How to Survive This Storm

On January 12, 1888, a blizzard roared out of the skies of Canada and fell upon the Northern Plains of the United States. People of Montana, the Dakotas, and Nebraska felt the temperature drop 18 degrees in just three minutes. It kept falling, the wind kept howling, and the snow kept blowing. And within hours, a relatively warm winter’s day became a frozen siege that took the lives of at least 250 people.  The air was so thick with crystals that people couldn’t breathe. Visibility was so poor that people couldn’t see their hands in front of their faces. Meteorologists call this zero/zero visibility. A person can’t see up or horizontally. As a result, a woman near Sioux Falls froze to death with her key in her hand just steps from her door. A husband and a wife died while walking in circles past each other in their farmyard. Most of the people who died, did so because they simply couldn’t find their way out of the storm.

The ones who survived relied upon bearings and markers to show them the way. Like Mr. Cotton, the schoolteacher, and the two boys Andreas and Johann Graber. They set out from the schoolhouse in the direction of the Graber homestead. The wind laced needles of snow in their eyes. The drifts pulled on their feet. The whiteness covered the roads and trails. Soon they realized they had no idea where to go. Then the air cleared, for just a moment, and they spotted a row of trees. The boys recognized them as the fruit and nut saplings their father had planted. The trees lined a path from their front porch.  If they could move from tree to tree, they would be home.
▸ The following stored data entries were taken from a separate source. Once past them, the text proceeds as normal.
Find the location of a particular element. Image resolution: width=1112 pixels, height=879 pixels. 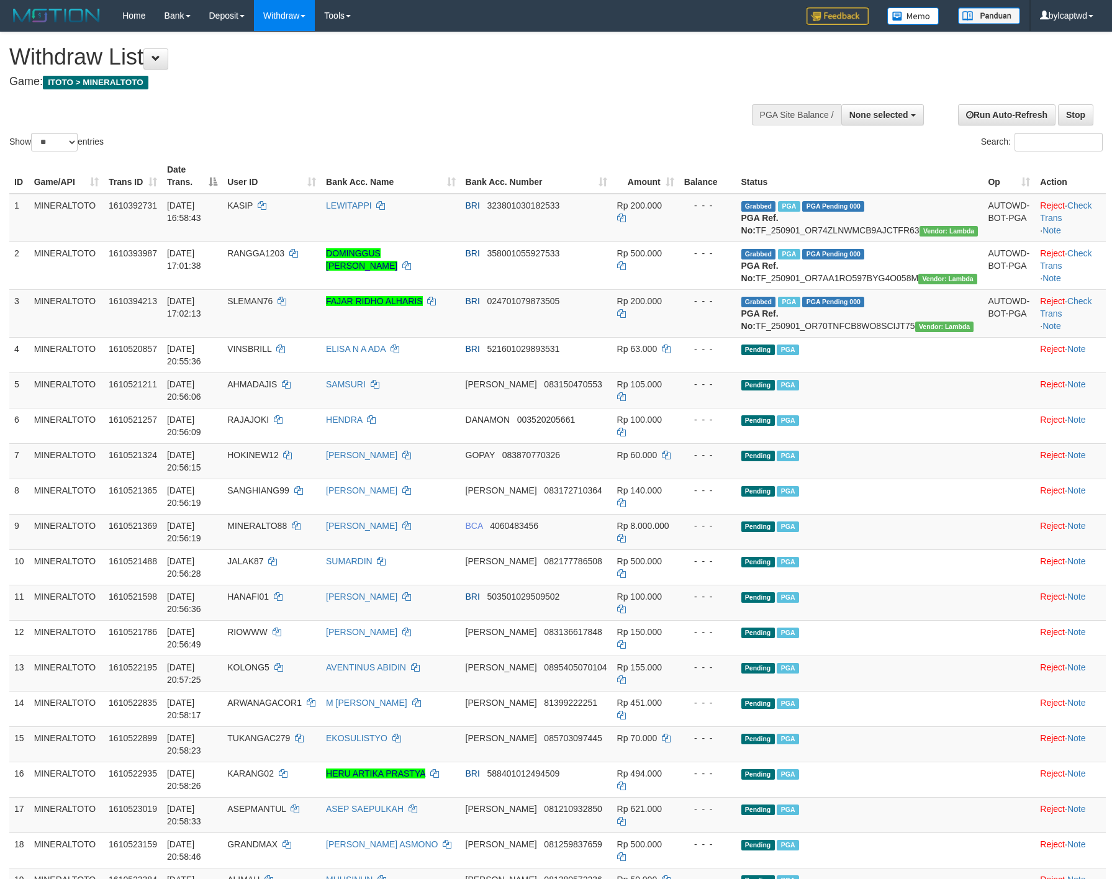

span: PGA Pending is located at coordinates (833, 302).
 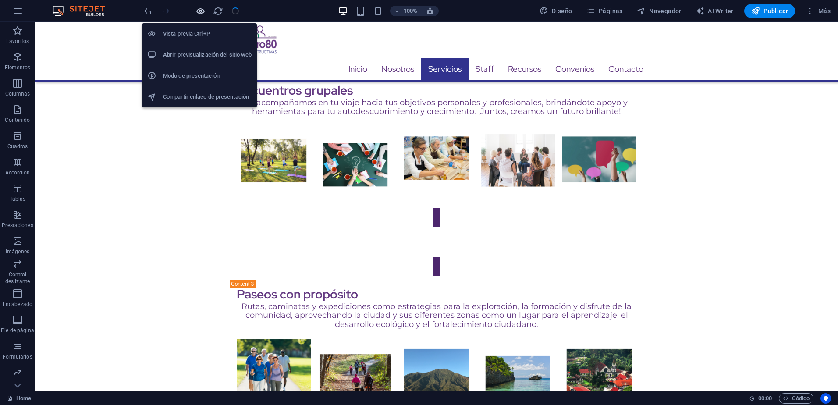 What do you see at coordinates (19, 398) in the screenshot?
I see `a: Haz clic para cancelar la selección y doble clic para abrir páginas` at bounding box center [19, 398].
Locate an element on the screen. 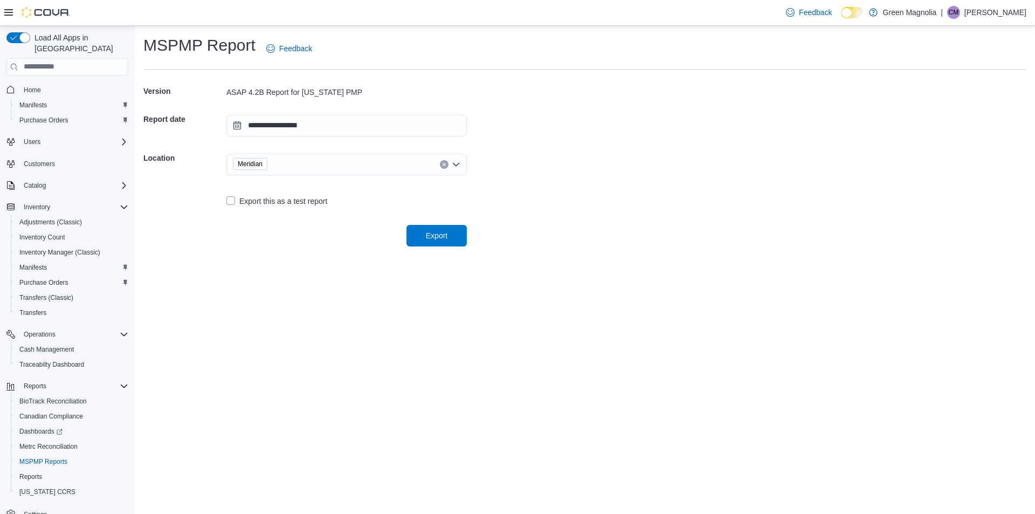 The image size is (1035, 514). h5: Version is located at coordinates (184, 91).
Maybe that is what you need. The sudden storm has left you blind, disoriented.  Do you need a series of markers to guide you home? Make one. Through the years I have found this question a good one to ask in times of crisis. “What do you still have that no one can take?” Granted, the storms can take much, but they can’t take all. So, right in the midst of the snowstorm, (ER, County Jail, bankruptcy hearing), make your list.

The promise of heaven

A family who cares for me

A God who knows me

God’s word to guide me

Make the list; then, like the boys in the blizzard, let it lead you to a safe place.

©2012 Max Lucado


Laskin, David, The Children’s Blizzard (New York City, NY:  HarperCollins Publishers,2004), 1,134,142,252.